Thursday 30 August 2007

Suspicious

Some people who were very suspicious today. Not as in they were suspicious. Suspicious as in they suspected me and my crew of...something.

First incidence: Me, Banh, Yappo and random significant others at Myer purchased something. Stupid shop attendant guy comes along and asks us if we would like to purchase that. In an extremely accusatory tone. Number of flaws in the accusation (that's what it was):
1. Myer bag usually indicates purchase from Myer.
2. We were mucking around with it in the store, but why would we be if we were going to thief it?
3. The aforementioned product is kept under lock and key.
4. We were smiling.

I think it's basically because we were:
1. Asian
2. Students
3. In a group.

Something of a similar calibre happened but it was even weirder. I was in the canteen, trying to make a phone call (as you do) when the teacher tells me it's illegal. I stare at her, because I'd never heard anything so ludicrous in my life. Then she thinks I'm trying to be smart. "It's lunchtime," I say, trying to defend my rights. "Don't use your phone in the canteen in front of me," says she. What the hell. What else can I do? Coming back to suspicion and numbers, she probably thought I was either:
1. Trying to organise under-the-table canteen money laundering
2. Arranging for someone to be hurt
3. Trying to detonate a bomb, in which case she could stop me from doing so by telling me to put my phone away.

Anyway, it irks me. Until next time.

Saturday 25 August 2007

Scary

I'll tell you what's scary? Standing in the wall while someone's taking a free kick in football (soccer). That's the stuff of nightmares. Actually, when I reflect now, it's probably less scary when you face the ball. When your back is turned, you wait for the inevitable, shocking pain. Unless they miss. Then the whole wall breathes a collective sigh of relief. Now I know why they don't put microphones near the players on the pitch now. All you would hear during a free kick is the wall going "OMG, it's Ronaldinho, hope he doesn't kick it at me, I don't care if he gets a goal." That would be highly unsportsmanlike, not to mention cowardly.

Speaking of scary, exams are scary. Ludo isn't doing much to help either. "Study hard, or you're going to fail. You better beat MacRob this year, you n00bs." Oh well. What can you do.

On a random side note, not that the aforementioned wasn't random, the winter concert was a blast. It was more funny than fun though, if you take my meaning. The funniest thing was this Year 9 MacRob girl hitting on me, then being disappointed when she found out I was in Year 12, not Year 10. Then going for the guy next to me, who she thought was Year 9, but was Year 11. Hilarious stuff. The performance was alright, but it wasn't that great when you factor in the rehearsal time.

Probably shouldn't get a haircut before Nigel's 18th. I like the way it is now.

Wednesday 8 August 2007

Verberising

I've now realised that anything, absolutely anything, can be turned into a verb (verberised). Just add an -ing at the end, but don't forget, when -ing comes to stay, the e goes away.

Take, for example, LAN. Traditionally, this stood for Local Area Network. A noun. Now, it has been mutated into a verb, lanning, the meaning of which is open to interpretation. Well, not really. It just means gaming with other people who feel like gaming. Which leads me nicely to my next example. Game.

Lanning was the pioneer. Now, random verberisations are appearing left, right and centre on good ol' MSN Messenger version 7.3(?). "I'm waterpoloing," says Alexei. "I'm hwing," benni says, which could be interpreted as "H-winging" or, for the more astute of you, "homeworking." I'm predicting the next phrased to be verberised is "hot chocolate" to "hot chocolating," meaning "I'm drinking hot chocolate." End pointless observation number 5, 980, 511.

As a side thing, Arsenal ftw in the Premier League. Arsenal pwnz u, full n00bz. If anyone is 18 and wants to go TABing for me, give a me a shout. Until next time, verberise some other random oft-used phrase.

Saturday 4 August 2007

Cool factor

Something that y'all have thought about but have been to afraid to say: "Man, that guy's cool, he knows 5, 000, 000, 000 girls, I wish I could be like him." Why does that constitute a cool person? What does cool mean?

Measure my coolness based on the number of girls I know. I have 9 girls on my MSN list. Of those seven, 2 actually interact with me. Of the other 7, 3 of them are cousins, 4 don't talk to me unless they want money or drugs. At least one of them hates me. That's being optimistic. For all I know, they could all hate me. In fact, for all I know, most of my 72 contacts hate (ok fine, dislike) me. How cool am I?

Not very. In fact, I wouldn't be very cool using most any other measurement. I wear schmick clothes, and use ridiculously discombobulated and liturgically astounding words, but apart from that, there's not that much else going for me.

Someone who is awesome does not "bask in their own awesomeness", as someone from Mean Girls once said. I think coolness is the ability to get on with everyone, and generally be a good person (vague terms are awesome as well).

But back to you, massive fanbase. How would you define coolness or synonyms thereof?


## Task to carry out
Scan the data below and copy each line where "layer" occurs.

## Records for this exercise
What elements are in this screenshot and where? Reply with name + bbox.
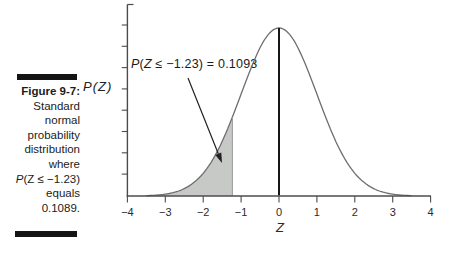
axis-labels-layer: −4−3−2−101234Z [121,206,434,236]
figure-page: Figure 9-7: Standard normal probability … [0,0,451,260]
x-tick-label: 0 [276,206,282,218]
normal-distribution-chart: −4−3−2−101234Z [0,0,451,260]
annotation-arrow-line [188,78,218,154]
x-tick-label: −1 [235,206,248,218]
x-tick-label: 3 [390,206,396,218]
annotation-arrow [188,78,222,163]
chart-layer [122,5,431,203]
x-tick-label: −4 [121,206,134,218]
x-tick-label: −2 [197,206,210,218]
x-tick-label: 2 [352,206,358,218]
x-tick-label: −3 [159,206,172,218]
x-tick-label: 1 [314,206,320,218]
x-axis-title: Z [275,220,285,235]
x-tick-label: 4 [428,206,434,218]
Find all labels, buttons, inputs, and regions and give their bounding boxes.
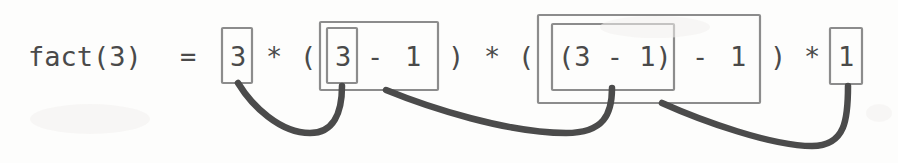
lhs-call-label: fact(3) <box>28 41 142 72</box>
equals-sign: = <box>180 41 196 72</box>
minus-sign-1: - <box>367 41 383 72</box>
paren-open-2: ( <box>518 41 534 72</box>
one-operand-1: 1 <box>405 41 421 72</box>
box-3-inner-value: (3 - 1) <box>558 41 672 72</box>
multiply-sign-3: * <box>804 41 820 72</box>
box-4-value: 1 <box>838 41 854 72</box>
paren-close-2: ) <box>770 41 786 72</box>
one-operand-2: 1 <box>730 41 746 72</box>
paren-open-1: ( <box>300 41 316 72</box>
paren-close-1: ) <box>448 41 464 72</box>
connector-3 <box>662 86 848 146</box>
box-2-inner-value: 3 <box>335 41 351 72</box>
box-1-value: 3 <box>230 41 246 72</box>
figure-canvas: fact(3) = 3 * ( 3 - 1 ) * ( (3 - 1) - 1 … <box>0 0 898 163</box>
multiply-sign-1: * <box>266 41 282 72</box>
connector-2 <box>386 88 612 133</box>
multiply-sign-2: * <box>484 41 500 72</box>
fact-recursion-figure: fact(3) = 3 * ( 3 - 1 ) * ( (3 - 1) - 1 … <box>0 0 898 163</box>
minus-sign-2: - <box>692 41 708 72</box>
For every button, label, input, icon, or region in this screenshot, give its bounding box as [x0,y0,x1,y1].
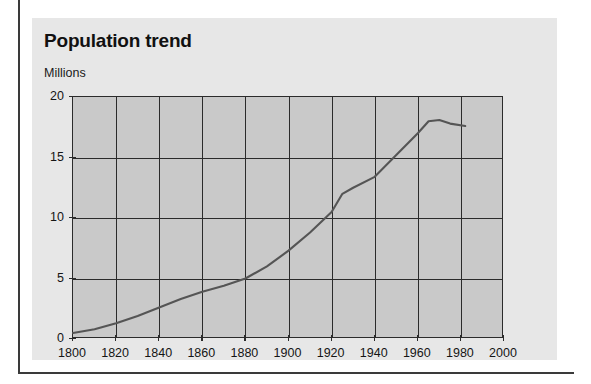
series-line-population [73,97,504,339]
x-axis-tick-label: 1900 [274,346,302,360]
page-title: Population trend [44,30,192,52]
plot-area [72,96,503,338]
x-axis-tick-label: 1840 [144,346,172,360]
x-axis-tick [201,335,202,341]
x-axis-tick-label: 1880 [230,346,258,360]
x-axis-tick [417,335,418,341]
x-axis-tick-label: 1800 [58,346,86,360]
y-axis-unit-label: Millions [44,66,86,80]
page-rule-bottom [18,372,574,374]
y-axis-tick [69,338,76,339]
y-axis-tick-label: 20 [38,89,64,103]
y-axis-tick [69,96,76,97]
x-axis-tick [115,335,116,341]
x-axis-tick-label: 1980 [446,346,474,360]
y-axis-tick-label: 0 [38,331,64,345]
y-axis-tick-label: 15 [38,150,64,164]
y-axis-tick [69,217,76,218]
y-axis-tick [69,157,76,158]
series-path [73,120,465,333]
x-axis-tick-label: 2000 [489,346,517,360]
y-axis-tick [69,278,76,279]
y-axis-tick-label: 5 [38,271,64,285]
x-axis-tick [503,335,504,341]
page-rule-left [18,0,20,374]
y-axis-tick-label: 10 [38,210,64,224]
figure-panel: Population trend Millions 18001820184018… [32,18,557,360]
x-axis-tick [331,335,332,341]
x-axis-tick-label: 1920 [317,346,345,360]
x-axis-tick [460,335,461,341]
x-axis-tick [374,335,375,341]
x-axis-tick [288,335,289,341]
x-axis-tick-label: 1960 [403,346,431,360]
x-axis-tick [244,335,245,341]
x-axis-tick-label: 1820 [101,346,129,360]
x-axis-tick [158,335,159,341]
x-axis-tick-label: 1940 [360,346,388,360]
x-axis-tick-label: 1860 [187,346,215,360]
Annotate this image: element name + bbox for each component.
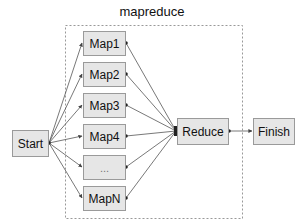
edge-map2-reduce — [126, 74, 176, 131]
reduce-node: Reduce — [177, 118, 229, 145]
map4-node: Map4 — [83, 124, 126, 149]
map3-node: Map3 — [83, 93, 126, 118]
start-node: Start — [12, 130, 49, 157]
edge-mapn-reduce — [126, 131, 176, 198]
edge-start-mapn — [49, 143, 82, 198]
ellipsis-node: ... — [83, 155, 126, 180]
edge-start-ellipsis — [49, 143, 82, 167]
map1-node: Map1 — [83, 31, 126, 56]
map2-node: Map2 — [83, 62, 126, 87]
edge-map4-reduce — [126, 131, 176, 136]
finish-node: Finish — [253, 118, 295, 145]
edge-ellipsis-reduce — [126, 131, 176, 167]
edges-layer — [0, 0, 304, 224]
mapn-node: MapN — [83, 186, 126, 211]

## Response to the task
axis-labels-layer: −4−3−2−101234Z [121,206,434,236]
chart-layer [122,5,431,203]
edges-layer — [0, 0, 304, 224]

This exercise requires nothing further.